Frosted Cupcake
Frosted Cupcake

Reputation: 1970

Using Pthread library in C

I have this code:

#include<stdio.h>
#include<pthread.h>

int mutex=1,i=0,full=0;

void p(int *s)
{
    while(*s<=0)

    ;

    *s--;
}

void v(int *s)
{
    *s++;
}

void *producer()
{
    p(&mutex);
    printf("Producer is producing\n");
    v(&mutex);
    v(&full);
}

void *consumer()
{
    p(&full);
    p(&mutex);
    printf("Consuming\n");
    v(&mutex);
}

int main()
{
    pthread_t thread1,thread2;
    int k;

    for(k=0;k<10;k++)
    {       
        pthread_create(&thread1,NULL,(void *(*)(void *))producer,NULL);
        pthread_create(&thread2,NULL,(void *(*)(void *))consumer,NULL);
    }

    pthread_join(thread1,NULL);
    pthread_join(thread2,NULL);
}

Before adding p(&full) in consumer function, this code was working fine, randomly selecting one out of two functions every time; but after adding p(&full) in consumer() function, every time it is executing producer() function.

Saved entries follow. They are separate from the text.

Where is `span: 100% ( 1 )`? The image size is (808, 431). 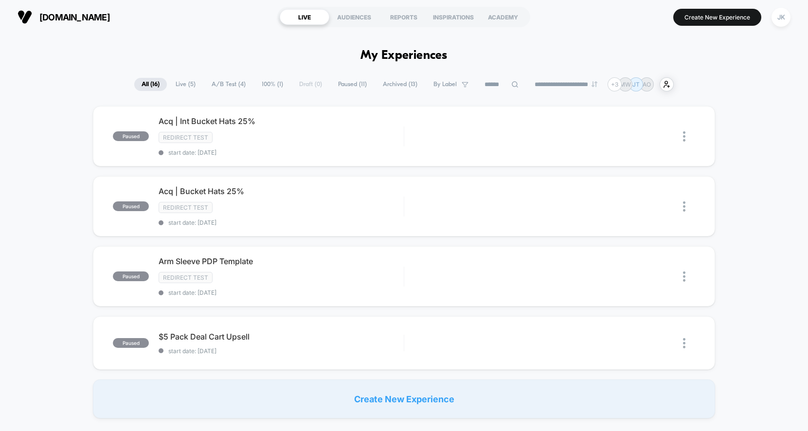
span: 100% ( 1 ) is located at coordinates (272, 84).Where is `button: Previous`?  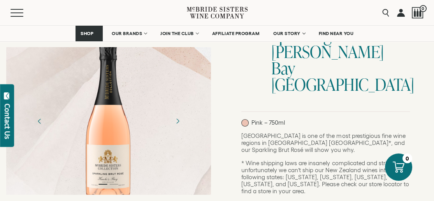
button: Previous is located at coordinates (40, 121).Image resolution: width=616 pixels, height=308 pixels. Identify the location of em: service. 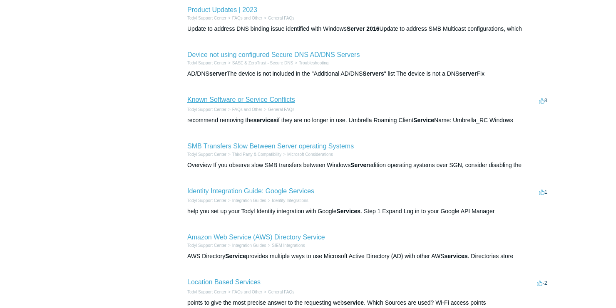
(354, 303).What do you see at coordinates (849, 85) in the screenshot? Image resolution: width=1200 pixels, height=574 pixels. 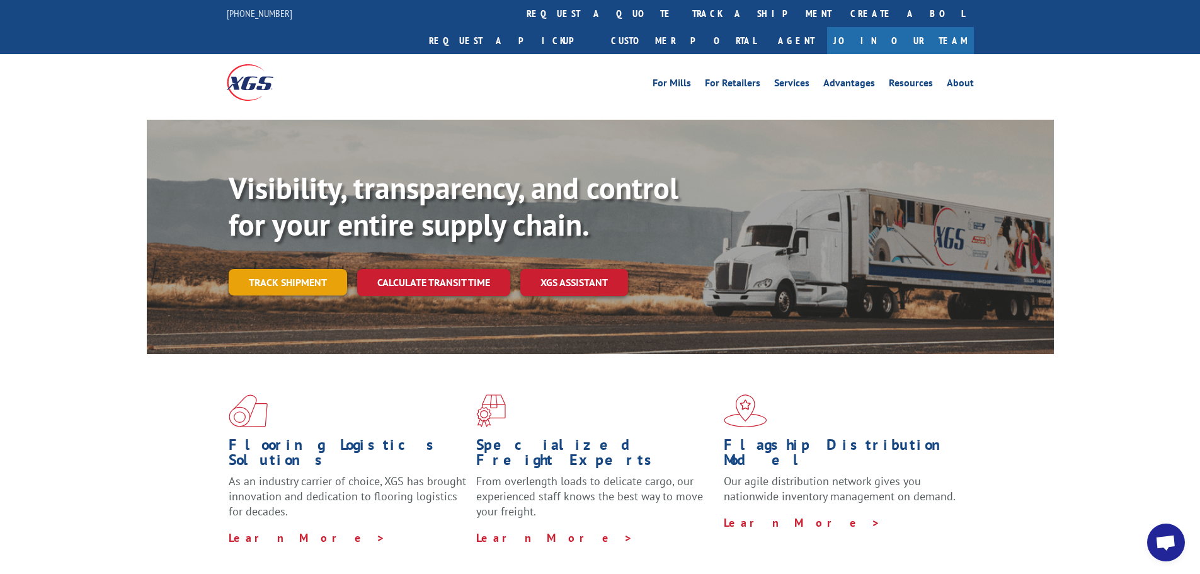 I see `a: Advantages` at bounding box center [849, 85].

I don't understand the reason for this.

Can someone please help me,and suggest possible solution for this problem? I want that first time producer function should execute.

Upvotes: 1

Views: 1115

Answers (2)

gby
gby

Reputation: 15218

The code is broken in too many ways to understand what is going on. These two issues pop to mind.

  1. i-- and i++ are not atomic operations, so the neither mutex or full has the values you think they do.

  2. You are creating 20 threads but only joining on the last two.

  3. You have no memory barriers in the code so that order of how changes to memory in an SMP system is practically undefined.

Upvotes: 0

Clifford
Clifford

Reputation: 93476

Inter-thread synchronisation via shared variables is almost certainly a bad idea, but even so the shared variables should at least be declared volatile.

Consider using real synchronisation primitives such as semaphores or real Pthreads mutexes.

Your use of the term mutex here is incorrect; it is not a mutex. A mutex should be locked and released in the same thread and is intended to prevent other threads accessing a resource. If that is not the behaviour hat you want then a mutex is the wrong primitive - perhaps you need a semaphore rather than a mutex.